● **Records for processing**:
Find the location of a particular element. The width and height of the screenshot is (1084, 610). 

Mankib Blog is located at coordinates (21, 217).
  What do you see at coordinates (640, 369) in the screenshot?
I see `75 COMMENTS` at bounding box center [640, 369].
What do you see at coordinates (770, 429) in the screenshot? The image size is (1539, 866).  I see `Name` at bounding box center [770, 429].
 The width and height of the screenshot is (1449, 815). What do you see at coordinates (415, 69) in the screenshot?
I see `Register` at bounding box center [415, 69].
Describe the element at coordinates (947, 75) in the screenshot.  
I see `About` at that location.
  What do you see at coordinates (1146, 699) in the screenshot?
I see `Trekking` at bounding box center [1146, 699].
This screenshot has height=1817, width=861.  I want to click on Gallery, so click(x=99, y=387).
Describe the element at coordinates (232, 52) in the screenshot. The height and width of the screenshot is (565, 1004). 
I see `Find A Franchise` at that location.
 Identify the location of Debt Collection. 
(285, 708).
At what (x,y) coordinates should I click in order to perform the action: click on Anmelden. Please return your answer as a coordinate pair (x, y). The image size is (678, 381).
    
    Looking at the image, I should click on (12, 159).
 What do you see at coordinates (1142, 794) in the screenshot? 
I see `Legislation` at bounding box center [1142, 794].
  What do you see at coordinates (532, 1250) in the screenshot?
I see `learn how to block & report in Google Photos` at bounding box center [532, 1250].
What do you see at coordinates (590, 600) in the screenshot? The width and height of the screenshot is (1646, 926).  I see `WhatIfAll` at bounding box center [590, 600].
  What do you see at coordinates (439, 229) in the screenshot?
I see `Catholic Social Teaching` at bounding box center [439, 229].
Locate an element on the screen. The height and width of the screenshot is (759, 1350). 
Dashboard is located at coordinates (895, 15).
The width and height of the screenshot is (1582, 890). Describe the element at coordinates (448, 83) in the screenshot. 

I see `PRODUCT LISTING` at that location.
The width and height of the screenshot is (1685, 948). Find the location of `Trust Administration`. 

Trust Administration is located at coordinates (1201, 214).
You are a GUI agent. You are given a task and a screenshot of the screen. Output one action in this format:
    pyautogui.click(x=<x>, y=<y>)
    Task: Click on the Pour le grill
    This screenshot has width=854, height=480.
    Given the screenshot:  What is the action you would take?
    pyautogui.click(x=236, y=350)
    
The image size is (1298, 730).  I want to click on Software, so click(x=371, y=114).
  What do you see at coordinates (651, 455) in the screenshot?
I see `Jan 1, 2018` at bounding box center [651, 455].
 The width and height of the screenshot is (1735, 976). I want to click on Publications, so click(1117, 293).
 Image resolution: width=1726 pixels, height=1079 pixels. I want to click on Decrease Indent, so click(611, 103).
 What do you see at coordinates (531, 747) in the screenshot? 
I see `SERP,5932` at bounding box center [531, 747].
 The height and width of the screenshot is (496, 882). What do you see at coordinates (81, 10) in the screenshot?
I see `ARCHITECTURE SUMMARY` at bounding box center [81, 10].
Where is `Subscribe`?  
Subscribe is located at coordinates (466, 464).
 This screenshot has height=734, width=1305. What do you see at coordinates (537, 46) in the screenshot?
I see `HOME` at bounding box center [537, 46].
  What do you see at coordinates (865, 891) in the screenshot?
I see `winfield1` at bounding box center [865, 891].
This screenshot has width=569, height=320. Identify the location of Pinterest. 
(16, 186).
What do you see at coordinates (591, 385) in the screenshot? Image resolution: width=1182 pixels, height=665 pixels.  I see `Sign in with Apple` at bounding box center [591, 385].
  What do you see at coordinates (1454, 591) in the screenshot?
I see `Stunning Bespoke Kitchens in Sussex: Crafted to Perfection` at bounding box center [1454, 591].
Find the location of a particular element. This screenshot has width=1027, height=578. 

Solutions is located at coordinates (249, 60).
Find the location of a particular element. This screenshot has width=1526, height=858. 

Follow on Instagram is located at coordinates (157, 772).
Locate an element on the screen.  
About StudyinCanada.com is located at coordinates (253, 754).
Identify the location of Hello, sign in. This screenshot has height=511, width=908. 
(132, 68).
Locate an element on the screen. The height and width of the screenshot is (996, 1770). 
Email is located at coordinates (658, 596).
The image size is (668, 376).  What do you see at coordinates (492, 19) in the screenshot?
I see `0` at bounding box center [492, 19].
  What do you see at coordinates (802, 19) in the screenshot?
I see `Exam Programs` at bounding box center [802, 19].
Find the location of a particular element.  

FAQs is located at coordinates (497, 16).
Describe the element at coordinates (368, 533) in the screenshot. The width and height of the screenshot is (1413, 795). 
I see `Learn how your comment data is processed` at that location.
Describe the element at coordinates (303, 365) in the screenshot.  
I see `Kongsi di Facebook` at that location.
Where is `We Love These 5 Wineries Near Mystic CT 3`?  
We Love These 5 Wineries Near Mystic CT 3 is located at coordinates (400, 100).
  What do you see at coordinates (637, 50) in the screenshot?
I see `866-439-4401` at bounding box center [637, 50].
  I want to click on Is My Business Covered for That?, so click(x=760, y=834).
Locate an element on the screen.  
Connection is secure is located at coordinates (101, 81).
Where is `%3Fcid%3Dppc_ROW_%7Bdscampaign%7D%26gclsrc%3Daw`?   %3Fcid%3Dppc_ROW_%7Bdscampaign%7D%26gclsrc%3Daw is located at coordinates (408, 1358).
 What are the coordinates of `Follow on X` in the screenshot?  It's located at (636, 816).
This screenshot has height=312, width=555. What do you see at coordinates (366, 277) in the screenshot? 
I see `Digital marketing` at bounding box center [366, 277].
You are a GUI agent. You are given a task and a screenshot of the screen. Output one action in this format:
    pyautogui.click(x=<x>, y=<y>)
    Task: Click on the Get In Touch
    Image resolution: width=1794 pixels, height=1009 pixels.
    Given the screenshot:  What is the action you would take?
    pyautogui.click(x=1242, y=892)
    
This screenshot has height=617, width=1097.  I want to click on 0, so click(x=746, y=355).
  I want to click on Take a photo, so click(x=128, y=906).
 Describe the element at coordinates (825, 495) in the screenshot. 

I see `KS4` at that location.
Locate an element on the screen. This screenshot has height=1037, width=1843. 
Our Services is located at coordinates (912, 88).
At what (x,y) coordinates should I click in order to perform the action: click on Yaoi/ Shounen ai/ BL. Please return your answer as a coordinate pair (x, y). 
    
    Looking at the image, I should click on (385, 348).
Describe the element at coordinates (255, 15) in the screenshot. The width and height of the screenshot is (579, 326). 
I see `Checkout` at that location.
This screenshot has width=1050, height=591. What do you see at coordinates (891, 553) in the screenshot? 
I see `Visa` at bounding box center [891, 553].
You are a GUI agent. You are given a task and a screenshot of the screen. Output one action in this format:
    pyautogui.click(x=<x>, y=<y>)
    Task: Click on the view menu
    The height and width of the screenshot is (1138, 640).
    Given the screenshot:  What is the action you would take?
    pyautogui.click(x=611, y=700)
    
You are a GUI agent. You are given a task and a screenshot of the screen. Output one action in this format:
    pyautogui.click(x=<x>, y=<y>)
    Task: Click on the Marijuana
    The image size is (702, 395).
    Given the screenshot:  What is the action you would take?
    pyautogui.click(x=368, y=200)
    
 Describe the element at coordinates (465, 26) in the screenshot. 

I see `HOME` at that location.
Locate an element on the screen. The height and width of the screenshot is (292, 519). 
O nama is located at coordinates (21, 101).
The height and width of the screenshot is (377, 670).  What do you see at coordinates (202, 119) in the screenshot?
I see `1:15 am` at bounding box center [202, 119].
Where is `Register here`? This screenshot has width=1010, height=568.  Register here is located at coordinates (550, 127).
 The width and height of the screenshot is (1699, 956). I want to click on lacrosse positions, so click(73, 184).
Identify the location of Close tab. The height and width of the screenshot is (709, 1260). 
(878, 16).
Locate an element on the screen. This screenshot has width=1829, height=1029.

● **Exercise objective**:
Nothing should be left out or altered, so reproduce the whole listing.

● **Written answer**:
Find the location of a particular element. The width and height of the screenshot is (1084, 610). 

Mankib Blog is located at coordinates (21, 217).
  What do you see at coordinates (640, 369) in the screenshot?
I see `75 COMMENTS` at bounding box center [640, 369].
What do you see at coordinates (770, 429) in the screenshot? The image size is (1539, 866).  I see `Name` at bounding box center [770, 429].
 The width and height of the screenshot is (1449, 815). What do you see at coordinates (415, 69) in the screenshot?
I see `Register` at bounding box center [415, 69].
Describe the element at coordinates (947, 75) in the screenshot.  
I see `About` at that location.
  What do you see at coordinates (1146, 699) in the screenshot?
I see `Trekking` at bounding box center [1146, 699].
This screenshot has height=1817, width=861.  I want to click on Gallery, so click(x=99, y=387).
Describe the element at coordinates (232, 52) in the screenshot. The height and width of the screenshot is (565, 1004). 
I see `Find A Franchise` at that location.
 Identify the location of Debt Collection. 
(285, 708).
At what (x,y) coordinates should I click in order to perform the action: click on Anmelden. Please return your answer as a coordinate pair (x, y). The image size is (678, 381).
    
    Looking at the image, I should click on (12, 159).
 What do you see at coordinates (1142, 794) in the screenshot? 
I see `Legislation` at bounding box center [1142, 794].
  What do you see at coordinates (532, 1250) in the screenshot?
I see `learn how to block & report in Google Photos` at bounding box center [532, 1250].
What do you see at coordinates (590, 600) in the screenshot? The width and height of the screenshot is (1646, 926).  I see `WhatIfAll` at bounding box center [590, 600].
  What do you see at coordinates (439, 229) in the screenshot?
I see `Catholic Social Teaching` at bounding box center [439, 229].
Locate an element on the screen. The height and width of the screenshot is (759, 1350). 
Dashboard is located at coordinates (895, 15).
The width and height of the screenshot is (1582, 890). Describe the element at coordinates (448, 83) in the screenshot. 

I see `PRODUCT LISTING` at that location.
The width and height of the screenshot is (1685, 948). Find the location of `Trust Administration`. 

Trust Administration is located at coordinates (1201, 214).
You are a GUI agent. You are given a task and a screenshot of the screen. Output one action in this format:
    pyautogui.click(x=<x>, y=<y>)
    Task: Click on the Pour le grill
    This screenshot has width=854, height=480.
    Given the screenshot:  What is the action you would take?
    pyautogui.click(x=236, y=350)
    
The image size is (1298, 730).  I want to click on Software, so click(x=371, y=114).
  What do you see at coordinates (651, 455) in the screenshot?
I see `Jan 1, 2018` at bounding box center [651, 455].
 The width and height of the screenshot is (1735, 976). I want to click on Publications, so click(1117, 293).
 Image resolution: width=1726 pixels, height=1079 pixels. I want to click on Decrease Indent, so click(611, 103).
 What do you see at coordinates (531, 747) in the screenshot? 
I see `SERP,5932` at bounding box center [531, 747].
 The height and width of the screenshot is (496, 882). What do you see at coordinates (81, 10) in the screenshot?
I see `ARCHITECTURE SUMMARY` at bounding box center [81, 10].
Where is `Subscribe`?  
Subscribe is located at coordinates (466, 464).
 This screenshot has height=734, width=1305. What do you see at coordinates (537, 46) in the screenshot?
I see `HOME` at bounding box center [537, 46].
  What do you see at coordinates (865, 891) in the screenshot?
I see `winfield1` at bounding box center [865, 891].
This screenshot has width=569, height=320. Identify the location of Pinterest. 
(16, 186).
What do you see at coordinates (591, 385) in the screenshot? Image resolution: width=1182 pixels, height=665 pixels.  I see `Sign in with Apple` at bounding box center [591, 385].
  What do you see at coordinates (1454, 591) in the screenshot?
I see `Stunning Bespoke Kitchens in Sussex: Crafted to Perfection` at bounding box center [1454, 591].
Find the location of a particular element. This screenshot has width=1027, height=578. 

Solutions is located at coordinates (249, 60).
Find the location of a particular element. This screenshot has width=1526, height=858. 

Follow on Instagram is located at coordinates (157, 772).
Locate an element on the screen.  
About StudyinCanada.com is located at coordinates (253, 754).
Identify the location of Hello, sign in. This screenshot has height=511, width=908. 
(132, 68).
Locate an element on the screen. The height and width of the screenshot is (996, 1770). 
Email is located at coordinates (658, 596).
The image size is (668, 376).  What do you see at coordinates (492, 19) in the screenshot?
I see `0` at bounding box center [492, 19].
  What do you see at coordinates (802, 19) in the screenshot?
I see `Exam Programs` at bounding box center [802, 19].
Find the location of a particular element.  

FAQs is located at coordinates (497, 16).
Describe the element at coordinates (368, 533) in the screenshot. The width and height of the screenshot is (1413, 795). 
I see `Learn how your comment data is processed` at that location.
Describe the element at coordinates (303, 365) in the screenshot.  
I see `Kongsi di Facebook` at that location.
Where is `We Love These 5 Wineries Near Mystic CT 3`?  
We Love These 5 Wineries Near Mystic CT 3 is located at coordinates (400, 100).
  What do you see at coordinates (637, 50) in the screenshot?
I see `866-439-4401` at bounding box center [637, 50].
  I want to click on Is My Business Covered for That?, so click(x=760, y=834).
Locate an element on the screen.  
Connection is secure is located at coordinates (101, 81).
Where is `%3Fcid%3Dppc_ROW_%7Bdscampaign%7D%26gclsrc%3Daw`?   %3Fcid%3Dppc_ROW_%7Bdscampaign%7D%26gclsrc%3Daw is located at coordinates (408, 1358).
 What are the coordinates of `Follow on X` in the screenshot?  It's located at (636, 816).
This screenshot has height=312, width=555. What do you see at coordinates (366, 277) in the screenshot? 
I see `Digital marketing` at bounding box center [366, 277].
You are a GUI agent. You are given a task and a screenshot of the screen. Output one action in this format:
    pyautogui.click(x=<x>, y=<y>)
    Task: Click on the Get In Touch
    Image resolution: width=1794 pixels, height=1009 pixels.
    Given the screenshot:  What is the action you would take?
    pyautogui.click(x=1242, y=892)
    
This screenshot has height=617, width=1097.  I want to click on 0, so click(x=746, y=355).
  I want to click on Take a photo, so click(x=128, y=906).
 Describe the element at coordinates (825, 495) in the screenshot. 

I see `KS4` at that location.
Locate an element on the screen. This screenshot has height=1037, width=1843. 
Our Services is located at coordinates (912, 88).
At what (x,y) coordinates should I click in order to perform the action: click on Yaoi/ Shounen ai/ BL. Please return your answer as a coordinate pair (x, y). 
    
    Looking at the image, I should click on (385, 348).
Describe the element at coordinates (255, 15) in the screenshot. The width and height of the screenshot is (579, 326). 
I see `Checkout` at that location.
This screenshot has width=1050, height=591. What do you see at coordinates (891, 553) in the screenshot? 
I see `Visa` at bounding box center [891, 553].
You are a GUI agent. You are given a task and a screenshot of the screen. Output one action in this format:
    pyautogui.click(x=<x>, y=<y>)
    Task: Click on the view menu
    The height and width of the screenshot is (1138, 640).
    Given the screenshot:  What is the action you would take?
    pyautogui.click(x=611, y=700)
    
You are a GUI agent. You are given a task and a screenshot of the screen. Output one action in this format:
    pyautogui.click(x=<x>, y=<y>)
    Task: Click on the Marijuana
    The image size is (702, 395).
    Given the screenshot:  What is the action you would take?
    pyautogui.click(x=368, y=200)
    
 Describe the element at coordinates (465, 26) in the screenshot. 

I see `HOME` at that location.
Locate an element on the screen. The height and width of the screenshot is (292, 519). 
O nama is located at coordinates (21, 101).
The height and width of the screenshot is (377, 670).  What do you see at coordinates (202, 119) in the screenshot?
I see `1:15 am` at bounding box center [202, 119].
Where is `Register here`? This screenshot has width=1010, height=568.  Register here is located at coordinates (550, 127).
 The width and height of the screenshot is (1699, 956). I want to click on lacrosse positions, so click(73, 184).
Identify the location of Close tab. The height and width of the screenshot is (709, 1260). 
(878, 16).
Locate an element on the screen. This screenshot has width=1829, height=1029.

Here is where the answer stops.